Like a small black football, it lies in the dirt not far from Haitham Daaboul’s front door in the southern Lebanese town of Bint Jbeil. It looks innocuous, but a careless kick from a passing child would detonate this cluster bomb, one of thousands of unexploded devices Israel scattered over the towns, villages and hillsides of south Lebanon.
Of all the down-home bits of nitwit advice offered up by hillbilly philosophers, perhaps the most grating is the one that demands participation before it will allow criticism. Invariably delivered with a wry, slightly superior feyness that is intended to look like wisdom but comes off as constipation, it is the last line of defence for a certain kind of cultural collaborator, and it goes something like, "Don’t knock it until you’ve tried it."
Absa was voted the top banking brand in South Africa in the <i>2006 Sunday Times/Markinor Top Brands Survey</i>, announced in Johannesburg on Thursday evening. The <i>Top Brands Survey</i> is considered to be the country’s leading study of an organisation’s brand strength and competitiveness.
South African platinum miner Impala Platinum on Friday reported a 39% increase in diluted headline earnings per share (HEPS) to 5 989 cents for the year ended June from 4 322 cents a year ago. Basic HEPS were also up 39% to 6 006 cents from 4 325 cents before.
Six opposition parties urged President Thabo Mbeki on Thursday to sack Health Minister Manto Tshabalala-Msimang, while her ministry said she had no plans to quit. ”The ministry of health reiterates its position that the minister of health will not resign,” read a statement issued in the afternoon by her spokesperson, Sibani Mngadi.
The archetypal Western bar brawl is curious for its wanton pointlessness: everybody slugs everybody else with considerable vigour, and yet very few seem to know — or care — what the circumstances of the original disagreement were. It’s as if there are two default states — placid chaw-mastication, and wholesale butt-kicking — separated by nothing but a couple of seconds.

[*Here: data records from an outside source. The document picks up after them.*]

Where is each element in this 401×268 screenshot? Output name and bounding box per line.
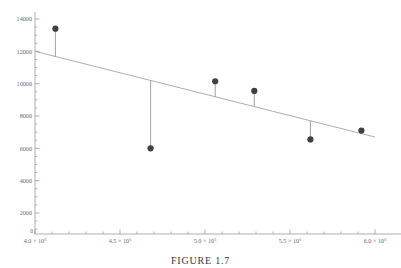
data-point-marker[interactable] — [307, 136, 313, 142]
y-axis-tick-label: 4000 — [20, 177, 32, 184]
data-point-marker[interactable] — [52, 26, 58, 32]
x-axis-tick-label: 5.5 × 10⁶ — [279, 237, 302, 244]
x-axis-tick-label: 5.0 × 10⁶ — [194, 237, 217, 244]
y-axis-tick-label: 6000 — [20, 145, 32, 152]
x-axis-tick-label: 4.0 × 10⁶ — [24, 237, 47, 244]
data-point-marker[interactable] — [148, 145, 154, 151]
scatter-plot: 4.0 × 10⁶4.5 × 10⁶5.0 × 10⁶5.5 × 10⁶6.0 … — [0, 0, 401, 268]
x-axis-tick-label: 4.5 × 10⁶ — [109, 237, 132, 244]
y-axis-tick-label: 2000 — [20, 209, 32, 216]
data-point-marker[interactable] — [212, 78, 218, 84]
y-axis-tick-label: 14000 — [17, 15, 32, 22]
data-point-marker[interactable] — [358, 127, 364, 133]
figure-caption: FIGURE 1.7 — [0, 255, 401, 266]
x-axis-tick-label: 6.0 × 10⁶ — [364, 237, 387, 244]
origin-label: 0 — [30, 228, 33, 234]
data-point-marker[interactable] — [251, 88, 257, 94]
y-axis-tick-label: 10000 — [17, 80, 32, 87]
figure-container: 4.0 × 10⁶4.5 × 10⁶5.0 × 10⁶5.5 × 10⁶6.0 … — [0, 0, 401, 268]
fitted-line — [35, 51, 375, 137]
y-axis-tick-label: 12000 — [17, 48, 32, 55]
y-axis-tick-label: 8000 — [20, 112, 32, 119]
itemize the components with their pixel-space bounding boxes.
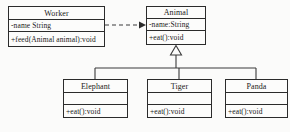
class-name-worker: Worker <box>9 7 104 20</box>
class-box-animal[interactable]: Animal -name:String +eat():void <box>146 6 206 45</box>
class-box-elephant[interactable]: Elephant +eat():void <box>63 79 128 118</box>
class-box-tiger[interactable]: Tiger +eat():void <box>147 79 212 118</box>
generalization-triangle-icon <box>171 46 182 56</box>
class-name-tiger: Tiger <box>148 80 211 93</box>
class-box-panda[interactable]: Panda +eat():void <box>225 79 288 118</box>
dependency-arrowhead-icon <box>139 22 146 29</box>
class-attributes-tiger <box>148 93 211 105</box>
generalization-connector <box>95 46 256 80</box>
uml-class-diagram: Animal (dashed with filled arrowhead) --… <box>0 0 290 132</box>
class-name-elephant: Elephant <box>64 80 127 93</box>
class-box-worker[interactable]: Worker -name String +feed(Animal animal)… <box>8 6 105 47</box>
class-attribute-worker-name: -name String <box>9 20 104 32</box>
class-operation-worker-feed: +feed(Animal animal):void <box>9 32 104 46</box>
class-operation-animal-eat: +eat():void <box>147 31 205 44</box>
class-attribute-animal-name: -name:String <box>147 19 205 31</box>
class-operation-tiger-eat: +eat():void <box>148 105 211 117</box>
dependency-connector-worker-animal <box>105 22 146 29</box>
class-attributes-panda <box>226 93 287 105</box>
class-operation-panda-eat: +eat():void <box>226 105 287 117</box>
class-operation-elephant-eat: +eat():void <box>64 105 127 117</box>
class-attributes-elephant <box>64 93 127 105</box>
class-name-panda: Panda <box>226 80 287 93</box>
class-name-animal: Animal <box>147 7 205 19</box>
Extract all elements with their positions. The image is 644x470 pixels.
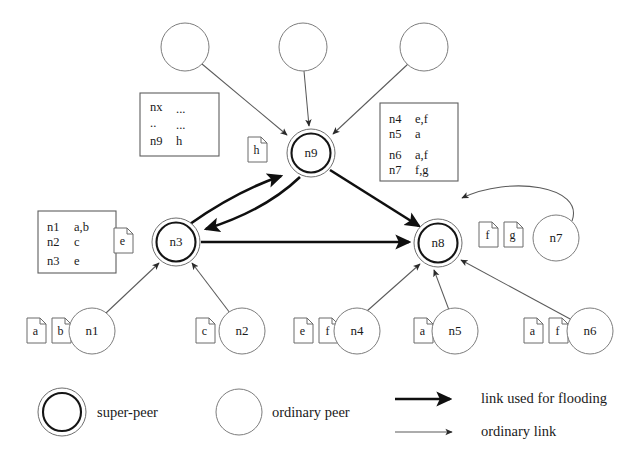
- node-n1[interactable]: n1: [69, 308, 115, 354]
- node-label: n8: [432, 235, 445, 250]
- legend: super-peer ordinary peer link used for f…: [38, 388, 607, 439]
- index-row-key: n9: [150, 134, 163, 148]
- legend-label-ordinary-peer: ordinary peer: [272, 404, 350, 420]
- document-label: g: [510, 228, 516, 242]
- document-label: f: [556, 324, 560, 338]
- index-row-key: n6: [389, 148, 402, 162]
- node-n4[interactable]: n4: [334, 308, 380, 354]
- index-row-value: a: [415, 127, 421, 141]
- index-row-value: e: [74, 254, 80, 268]
- legend-label-flooding-link: link used for flooding: [481, 390, 607, 406]
- ordinary-peer-circle: [400, 23, 448, 71]
- index-row-key: n3: [47, 254, 60, 268]
- node-n2[interactable]: n2: [219, 308, 265, 354]
- diagram-canvas: nx ... .. ... n9 h n4 e,f n5 a n6 a,f n7…: [0, 0, 644, 470]
- index-table-n3: n1 a,b n2 c n3 e: [38, 211, 116, 273]
- document-label: f: [326, 324, 330, 338]
- document-icon: a: [27, 318, 46, 343]
- index-row-key: n1: [47, 220, 60, 234]
- index-row-key: nx: [150, 100, 163, 114]
- index-row-key: n4: [389, 112, 402, 126]
- node-n7[interactable]: n7: [533, 215, 579, 261]
- node-label: n5: [449, 323, 462, 338]
- link-u2-n9: [304, 71, 309, 126]
- document-label: h: [254, 143, 260, 157]
- index-row-value: e,f: [415, 112, 429, 126]
- document-label: a: [530, 324, 536, 338]
- index-row-value: ...: [176, 102, 185, 116]
- node-n9[interactable]: n9: [287, 129, 335, 177]
- node-label: n6: [584, 323, 598, 338]
- node-n3[interactable]: n3: [152, 218, 200, 266]
- node-label: n4: [351, 323, 365, 338]
- index-table-n8: n4 e,f n5 a n6 a,f n7 f,g: [380, 103, 458, 181]
- nodes-group: n9n3n8n7n1n2n4n5n6: [69, 23, 613, 354]
- index-row-value: a,f: [415, 148, 429, 162]
- document-label: c: [202, 324, 207, 338]
- index-table-n9: nx ... .. ... n9 h: [140, 93, 219, 156]
- legend-label-super-peer: super-peer: [97, 404, 158, 420]
- link-n5-n8: [434, 270, 449, 310]
- document-icon: c: [196, 318, 215, 343]
- index-row-value: f,g: [415, 163, 429, 177]
- index-row-key: n2: [47, 235, 60, 249]
- document-label: a: [420, 324, 426, 338]
- node-n8[interactable]: n8: [414, 219, 462, 267]
- document-icon: g: [504, 222, 523, 247]
- legend-item-ordinary-peer: ordinary peer: [216, 389, 350, 435]
- document-icon: h: [248, 137, 267, 162]
- document-label: a: [33, 324, 39, 338]
- node-u2[interactable]: [279, 23, 327, 71]
- index-row-value: c: [74, 235, 80, 249]
- legend-item-super-peer: super-peer: [38, 388, 158, 436]
- document-label: b: [58, 324, 64, 338]
- index-row-value: ...: [176, 118, 185, 132]
- ordinary-peer-circle: [279, 23, 327, 71]
- index-row-key: n5: [389, 127, 402, 141]
- link-n2-n3: [192, 263, 230, 313]
- document-icon: f: [549, 318, 568, 343]
- document-icon: e: [294, 318, 313, 343]
- node-n6[interactable]: n6: [567, 308, 613, 354]
- node-u3[interactable]: [400, 23, 448, 71]
- index-tables-group: nx ... .. ... n9 h n4 e,f n5 a n6 a,f n7…: [38, 93, 458, 273]
- document-label: f: [486, 228, 490, 242]
- node-label: n9: [305, 145, 318, 160]
- index-row-key: n7: [389, 163, 402, 177]
- document-icon: e: [114, 228, 133, 253]
- node-u1[interactable]: [161, 23, 209, 71]
- document-label: e: [300, 324, 305, 338]
- index-row-value: a,b: [74, 220, 89, 234]
- document-label: e: [120, 234, 125, 248]
- document-icon: a: [414, 318, 433, 343]
- legend-item-ordinary-link: ordinary link: [395, 423, 557, 439]
- node-label: n7: [550, 230, 564, 245]
- node-label: n3: [170, 234, 183, 249]
- node-label: n1: [86, 323, 99, 338]
- node-label: n2: [236, 323, 249, 338]
- link-n6-n8: [461, 260, 572, 320]
- ordinary-peer-circle: [161, 23, 209, 71]
- legend-label-ordinary-link: ordinary link: [481, 423, 557, 439]
- index-row-value: h: [176, 134, 183, 148]
- node-n5[interactable]: n5: [432, 308, 478, 354]
- document-icon: b: [52, 318, 71, 343]
- link-n4-n8: [367, 264, 420, 311]
- index-row-key: ..: [150, 116, 156, 130]
- document-icon: f: [479, 222, 498, 247]
- document-icon: a: [524, 318, 543, 343]
- legend-item-flooding-link: link used for flooding: [395, 390, 607, 406]
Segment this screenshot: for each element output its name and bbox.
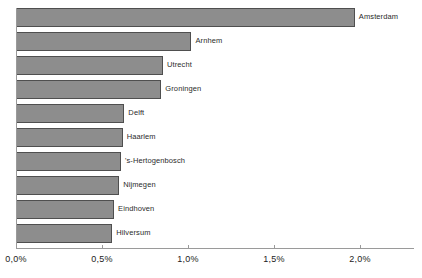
x-axis-line [16,248,414,249]
bar-label: 's-Hertogenbosch [125,154,185,168]
bar-label: Arnhem [195,34,222,48]
x-axis-tick-label: 0,0% [5,254,26,264]
bar [16,56,163,75]
bar-chart: AmsterdamArnhemUtrechtGroningenDelftHaar… [0,0,422,278]
bar-label: Utrecht [167,58,192,72]
bar [16,152,121,171]
bar [16,128,123,147]
bar-label: Groningen [165,82,201,96]
y-axis-line [16,8,17,249]
x-axis-tick [102,245,103,249]
bar-label: Eindhoven [118,202,154,216]
bar [16,224,112,243]
x-axis-tick [274,245,275,249]
bar-label: Haarlem [127,130,156,144]
bar [16,104,124,123]
bar [16,200,114,219]
bar-label: Delft [128,106,144,120]
bar-label: Nijmegen [123,178,155,192]
x-axis-tick-label: 1,5% [263,254,284,264]
x-axis-tick [360,245,361,249]
bar [16,32,191,51]
bar [16,176,119,195]
bar-label: Amsterdam [359,10,398,24]
bar [16,8,355,27]
bar [16,80,161,99]
plot-area: AmsterdamArnhemUtrechtGroningenDelftHaar… [0,0,422,250]
x-axis-tick-label: 0,5% [91,254,112,264]
bar-label: Hilversum [116,226,150,240]
x-axis-tick-label: 2,0% [349,254,370,264]
x-axis-tick [188,245,189,249]
x-axis-tick-label: 1,0% [177,254,198,264]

Sudanese Islamist leaders say they will take up arms against United Nations peacekeepers if they deploy to Darfur, and some have warned they will also fight the Khartoum government if it agrees to the force. The threats conjure up a disturbing image of more bloodshed in the western Darfur region, where tens of thousands of people have been killed in more than three years of conflict.
The French President, Jacques Chirac, opened the way for the formation of a 15 000-strong United Nations peacekeeping force for Lebanon on Thursday night by promising France would contribute 2 000 troops. Other European countries are likely to follow France’s lead by making firm commitments at a meeting in Brussels on Friday.
Sixty-three percent of Israelis want Prime Minister Ehud Olmert to resign in a sharp public backlash over his handling of the war in Lebanon, a newspaper poll showed on Friday. The Yedioth Aronoth, Israel’s biggest circulation newspaper, called the poll a political ”earthquake” for the Olmert government.
Bafowethu — Our Brothers — are taking a breather halfway through a photo shoot in a grungy-chic Cape Town studio, and seeing them sprawled, stylishly slothful, across a couple of couches in their uniform tracksuits, it’s easy to assume that one has stumbled across a Santos or Ajax development squad.